Page 99 of Guarding My Love

“I’m not going to hash this out with you again,” her mother said. “You only know one side of it. You were fifteen years old and don’t understand it.”

“I understand what I need to know,” she said. “Why did you call?”

“I just found out Amanda had another child,” her mother said. “The least you could have done was tell me that. I feel like a fool that I had to find out at a charity event.”

“It’s not my job to tell you what is going on in Amanda’s life. If she wanted you to be part of her life, she would have let you in. She would have been in communication with you.”

“You mean like you’ve been?” her mother asked.

“The phone works both ways, Mom. Your treatment of your daughters is hard to ignore.”

“Don’t start to act like your sister,” her mother said. “You never used to be that way.”

“I know the truth. That is all I need to know,” she said. “I’m acting the way I feel I should be for me. What I need to do to protect myself.”

“You’re being dramatic,” her mother said. “Stop it, right now.”

“Mom,” she said. “I’m going to hang up. I don’t need this in my life.”

“Don’t,” her mother said. “I’m sorry. What is going on in your life? I thought things were wonderful with Landon. The last boyfriend before him, he wasn’t right for you. He was too old.”

Her mother barely knew about her relationships and most of the time she found it out through social media searches and then put her own spin on them for her country club friends.

“Landon and I haven’t been together for almost a year,” she said. “I left him.”

She wasn’t sure why she was explaining that other than she didn’t want her mother spreading false news.

“Why would you do that? He seemed like such a nice man. Just what you need in your life.”

“You don’t know what I need in my life,” she said. “You never did.”

“You need someone to take care of you,” her mother said. “You need constant praise and validation and always did. That is why you struggled so much as an adult. I gave it to you, but your father didn’t. When you left for college you started to rebel and that was your downfall.”

Charlotte hated the truth of her mother’s words.

Her mother did give her validation and she needed it as a child. But it was the wrong kind.

When she went to college, she started to see all the things she could do on her own if she put her mind to it.

Years of dating the wrong men had her falling into the role of needing to be cared for.

Not anymore.

She was doing a darn good job of taking care of her life now.

“My downfall in your eyes is what pushed me to be who I am today. Mom, I’m hanging up.”

She didn’t give her mother a chance to say another word and tossed her phone on the counter.

It wasn’t worth arguing and getting worked up.

“Marco, do you want to go for a walk to the beach?”

Marco stretched under her desk where he’d been sleeping. The clock on her computer said it was two and she’d been working since four this morning when she had to get on a video call for a client overseas.

She missed lunch but found she wasn’t hungry either.

What she needed was time and space to figure her life out.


▸ **Description of the task**:
Please restate each line of the data below exactly. Omit all images.

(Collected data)
★ ★ ★ ★ ★ ★ ★

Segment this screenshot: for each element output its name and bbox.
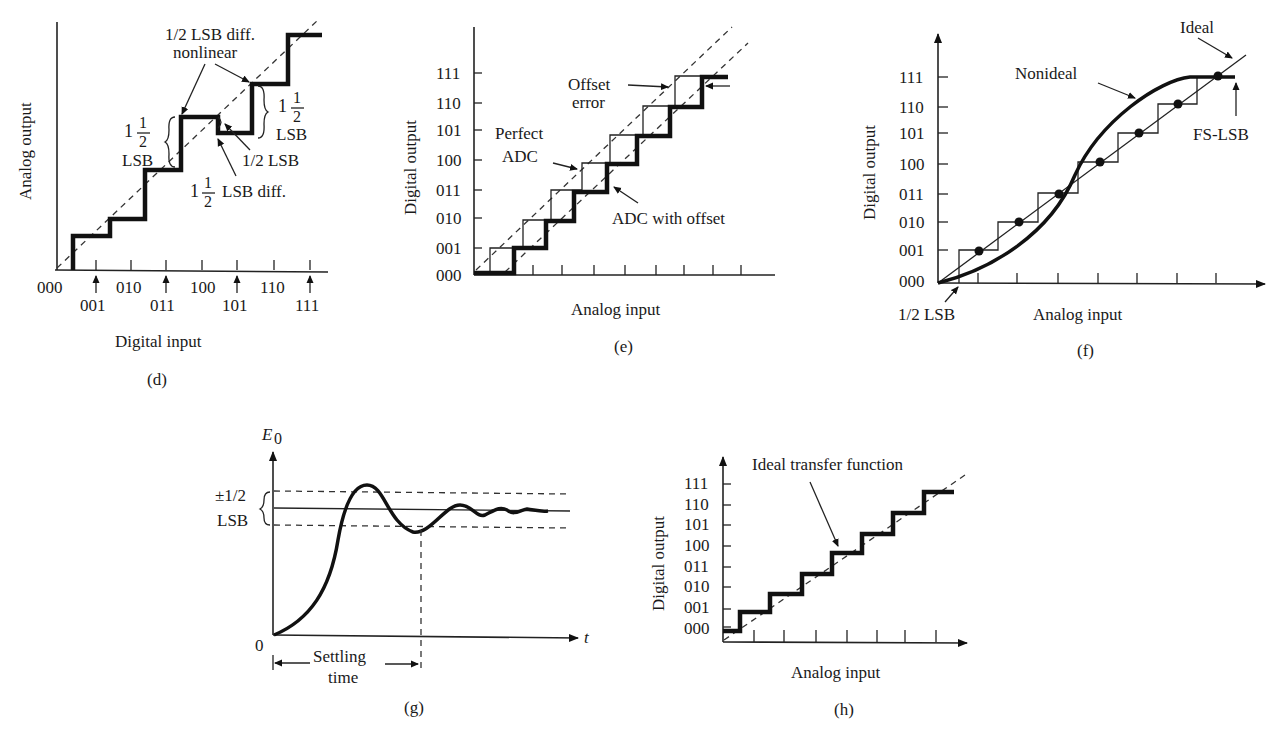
d-diff-one: 1 <box>190 181 199 201</box>
d-arrow-icon <box>225 124 250 150</box>
g-lower-band <box>274 525 570 528</box>
panel-h: 111 110 101 100 011 010 001 000 Ideal tr… <box>649 455 968 719</box>
f-x-axis <box>938 283 1265 284</box>
e-label-offset-1: Offset <box>568 75 610 94</box>
d-diff-text: LSB diff. <box>222 182 286 201</box>
h-ideal-line <box>724 473 968 640</box>
h-caption: (h) <box>834 700 854 719</box>
f-ytick: 010 <box>899 213 925 232</box>
d-right-half-num: 1 <box>293 89 301 106</box>
e-arrow-icon <box>553 163 577 169</box>
d-left-lsb: LSB <box>122 151 153 170</box>
e-x-ticks <box>533 265 741 275</box>
e-label-offset-2: error <box>572 93 605 112</box>
g-origin: 0 <box>255 636 264 655</box>
e-ytick: 010 <box>436 209 462 228</box>
f-xlabel: Analog input <box>1033 305 1123 324</box>
d-diff-half-num: 1 <box>204 174 212 191</box>
h-x-axis <box>723 642 967 643</box>
d-ylabel: Analog output <box>16 102 35 200</box>
e-caption: (e) <box>614 337 633 356</box>
e-label-perfect-2: ADC <box>502 147 538 166</box>
f-ytick: 100 <box>899 155 925 174</box>
f-caption: (f) <box>1077 341 1094 360</box>
d-brace-icon <box>165 117 175 167</box>
f-ytick: 110 <box>899 98 924 117</box>
f-arrow-icon <box>1098 83 1135 98</box>
e-ytick: 110 <box>436 94 461 113</box>
d-caption: (d) <box>147 370 167 389</box>
g-brace-icon <box>260 492 270 525</box>
e-ytick: 001 <box>436 239 462 258</box>
d-left-half-num: 1 <box>139 114 147 131</box>
e-ytick: 111 <box>436 64 460 83</box>
d-xtick: 010 <box>116 278 142 297</box>
f-label-fs-lsb: FS-LSB <box>1193 125 1249 144</box>
g-response-curve <box>274 485 548 635</box>
e-label-with-offset: ADC with offset <box>612 209 725 228</box>
d-label-nonlinear-2: nonlinear <box>173 43 238 62</box>
f-ideal-staircase <box>959 77 1235 283</box>
panel-g: E 0 t 0 Settling time ±1/2 LSB (g) <box>215 425 590 717</box>
e-ytick: 011 <box>436 181 461 200</box>
d-right-half-den: 2 <box>293 108 301 125</box>
f-ytick: 001 <box>899 241 925 260</box>
d-xtick: 111 <box>295 296 319 315</box>
panel-d: 1/2 LSB diff. nonlinear 1 1 2 LSB 1 1 2 … <box>16 20 328 389</box>
panel-e: 111 110 101 100 011 010 001 000 Offset e… <box>401 27 775 356</box>
f-ylabel: Digital output <box>860 125 879 220</box>
h-ytick: 101 <box>684 515 710 534</box>
d-xtick: 110 <box>260 278 285 297</box>
e-label-perfect-1: Perfect <box>495 124 543 143</box>
d-arrow-icon <box>182 64 205 114</box>
d-xtick: 100 <box>190 278 216 297</box>
d-brace-icon <box>258 86 268 138</box>
d-xtick: 000 <box>37 278 63 297</box>
d-label-nonlinear-1: 1/2 LSB diff. <box>165 25 255 44</box>
g-x-axis <box>273 635 578 638</box>
f-label-ideal: Ideal <box>1180 18 1214 37</box>
h-xlabel: Analog input <box>791 663 881 682</box>
h-ytick: 010 <box>684 577 710 596</box>
h-arrow-icon <box>810 482 838 546</box>
d-left-half-den: 2 <box>139 133 147 150</box>
h-ylabel: Digital output <box>649 516 668 611</box>
g-ylabel: E <box>261 425 273 444</box>
g-caption: (g) <box>404 698 424 717</box>
f-arrow-icon <box>945 287 958 302</box>
f-arrow-icon <box>1198 38 1232 58</box>
h-y-ticks <box>723 484 731 627</box>
h-ytick: 111 <box>684 474 708 493</box>
h-ytick: 100 <box>684 536 710 555</box>
f-ytick: 111 <box>899 68 923 87</box>
h-ytick: 011 <box>684 557 709 576</box>
g-upper-band <box>274 491 570 494</box>
e-ytick: 101 <box>436 121 462 140</box>
d-xtick: 101 <box>222 296 248 315</box>
d-diff-half-den: 2 <box>204 193 212 210</box>
h-ytick: 001 <box>684 598 710 617</box>
g-ylabel-sub: 0 <box>274 430 282 447</box>
f-x-ticks <box>978 273 1216 283</box>
d-arrow-icon <box>215 64 249 82</box>
f-ytick: 011 <box>899 185 924 204</box>
e-ytick: 100 <box>436 151 462 170</box>
e-ylabel: Digital output <box>401 120 420 215</box>
h-transfer-staircase <box>723 492 954 631</box>
panel-f: 111 110 101 100 011 010 001 000 Ideal No… <box>860 18 1265 360</box>
g-label-band-2: LSB <box>217 511 248 530</box>
e-y-ticks <box>474 73 482 248</box>
d-right-lsb: LSB <box>276 125 307 144</box>
f-y-ticks <box>938 77 948 250</box>
h-label-ideal-tf: Ideal transfer function <box>752 455 904 474</box>
h-ytick: 110 <box>684 495 709 514</box>
g-xlabel: t <box>584 628 590 647</box>
g-label-band-1: ±1/2 <box>215 486 246 505</box>
e-arrow-icon <box>614 187 638 203</box>
f-label-nonideal: Nonideal <box>1015 64 1078 83</box>
d-right-one: 1 <box>278 96 287 116</box>
h-ytick: 000 <box>684 619 710 638</box>
e-arrow-icon <box>628 85 668 87</box>
e-xlabel: Analog input <box>571 300 661 319</box>
d-arrow-icon <box>218 139 236 176</box>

★ ★ ★ ★ ★ ★ ★

▸ **The answer**:
Segment this screenshot: for each element output its name and bbox.
d-diff-one: 1 <box>190 181 199 201</box>
d-arrow-icon <box>225 124 250 150</box>
g-lower-band <box>274 525 570 528</box>
panel-h: 111 110 101 100 011 010 001 000 Ideal tr… <box>649 455 968 719</box>
f-x-axis <box>938 283 1265 284</box>
e-label-offset-1: Offset <box>568 75 610 94</box>
d-diff-text: LSB diff. <box>222 182 286 201</box>
h-ideal-line <box>724 473 968 640</box>
h-caption: (h) <box>834 700 854 719</box>
f-ytick: 010 <box>899 213 925 232</box>
d-right-half-num: 1 <box>293 89 301 106</box>
e-arrow-icon <box>553 163 577 169</box>
d-left-lsb: LSB <box>122 151 153 170</box>
e-x-ticks <box>533 265 741 275</box>
e-label-offset-2: error <box>572 93 605 112</box>
g-origin: 0 <box>255 636 264 655</box>
e-ytick: 010 <box>436 209 462 228</box>
f-xlabel: Analog input <box>1033 305 1123 324</box>
d-diff-half-num: 1 <box>204 174 212 191</box>
h-x-axis <box>723 642 967 643</box>
d-ylabel: Analog output <box>16 102 35 200</box>
e-caption: (e) <box>614 337 633 356</box>
e-label-perfect-2: ADC <box>502 147 538 166</box>
f-ytick: 100 <box>899 155 925 174</box>
f-caption: (f) <box>1077 341 1094 360</box>
d-brace-icon <box>165 117 175 167</box>
f-ytick: 110 <box>899 98 924 117</box>
f-arrow-icon <box>1098 83 1135 98</box>
e-ytick: 110 <box>436 94 461 113</box>
d-caption: (d) <box>147 370 167 389</box>
g-brace-icon <box>260 492 270 525</box>
e-ytick: 001 <box>436 239 462 258</box>
d-left-half-num: 1 <box>139 114 147 131</box>
e-ytick: 111 <box>436 64 460 83</box>
d-xtick: 010 <box>116 278 142 297</box>
f-label-fs-lsb: FS-LSB <box>1193 125 1249 144</box>
g-response-curve <box>274 485 548 635</box>
e-label-with-offset: ADC with offset <box>612 209 725 228</box>
d-label-nonlinear-2: nonlinear <box>173 43 238 62</box>
f-ideal-staircase <box>959 77 1235 283</box>
panel-g: E 0 t 0 Settling time ±1/2 LSB (g) <box>215 425 590 717</box>
e-ytick: 011 <box>436 181 461 200</box>
d-right-half-den: 2 <box>293 108 301 125</box>
f-ytick: 001 <box>899 241 925 260</box>
d-xtick: 111 <box>295 296 319 315</box>
panel-d: 1/2 LSB diff. nonlinear 1 1 2 LSB 1 1 2 … <box>16 20 328 389</box>
panel-e: 111 110 101 100 011 010 001 000 Offset e… <box>401 27 775 356</box>
f-ylabel: Digital output <box>860 125 879 220</box>
h-ytick: 101 <box>684 515 710 534</box>
d-xtick: 110 <box>260 278 285 297</box>
e-label-perfect-1: Perfect <box>495 124 543 143</box>
d-arrow-icon <box>182 64 205 114</box>
d-xtick: 100 <box>190 278 216 297</box>
d-brace-icon <box>258 86 268 138</box>
d-xtick: 000 <box>37 278 63 297</box>
d-label-nonlinear-1: 1/2 LSB diff. <box>165 25 255 44</box>
g-x-axis <box>273 635 578 638</box>
f-label-ideal: Ideal <box>1180 18 1214 37</box>
h-xlabel: Analog input <box>791 663 881 682</box>
h-ytick: 010 <box>684 577 710 596</box>
h-arrow-icon <box>810 482 838 546</box>
d-left-half-den: 2 <box>139 133 147 150</box>
h-ylabel: Digital output <box>649 516 668 611</box>
g-ylabel: E <box>261 425 273 444</box>
g-caption: (g) <box>404 698 424 717</box>
f-arrow-icon <box>945 287 958 302</box>
f-arrow-icon <box>1198 38 1232 58</box>
h-y-ticks <box>723 484 731 627</box>
h-ytick: 111 <box>684 474 708 493</box>
h-ytick: 100 <box>684 536 710 555</box>
f-ytick: 111 <box>899 68 923 87</box>
h-ytick: 011 <box>684 557 709 576</box>
g-upper-band <box>274 491 570 494</box>
e-ytick: 101 <box>436 121 462 140</box>
d-xtick: 101 <box>222 296 248 315</box>
d-diff-half-den: 2 <box>204 193 212 210</box>
h-ytick: 001 <box>684 598 710 617</box>
g-ylabel-sub: 0 <box>274 430 282 447</box>
f-x-ticks <box>978 273 1216 283</box>
d-arrow-icon <box>215 64 249 82</box>
f-ytick: 011 <box>899 185 924 204</box>
e-ytick: 100 <box>436 151 462 170</box>
e-ylabel: Digital output <box>401 120 420 215</box>
h-transfer-staircase <box>723 492 954 631</box>
panel-f: 111 110 101 100 011 010 001 000 Ideal No… <box>860 18 1265 360</box>
g-label-band-2: LSB <box>217 511 248 530</box>
e-y-ticks <box>474 73 482 248</box>
d-right-lsb: LSB <box>276 125 307 144</box>
f-y-ticks <box>938 77 948 250</box>
h-label-ideal-tf: Ideal transfer function <box>752 455 904 474</box>
h-ytick: 110 <box>684 495 709 514</box>
g-xlabel: t <box>584 628 590 647</box>
g-label-band-1: ±1/2 <box>215 486 246 505</box>
e-arrow-icon <box>614 187 638 203</box>
f-label-nonideal: Nonideal <box>1015 64 1078 83</box>
d-right-one: 1 <box>278 96 287 116</box>
h-ytick: 000 <box>684 619 710 638</box>
e-arrow-icon <box>628 85 668 87</box>
e-xlabel: Analog input <box>571 300 661 319</box>
d-arrow-icon <box>218 139 236 176</box>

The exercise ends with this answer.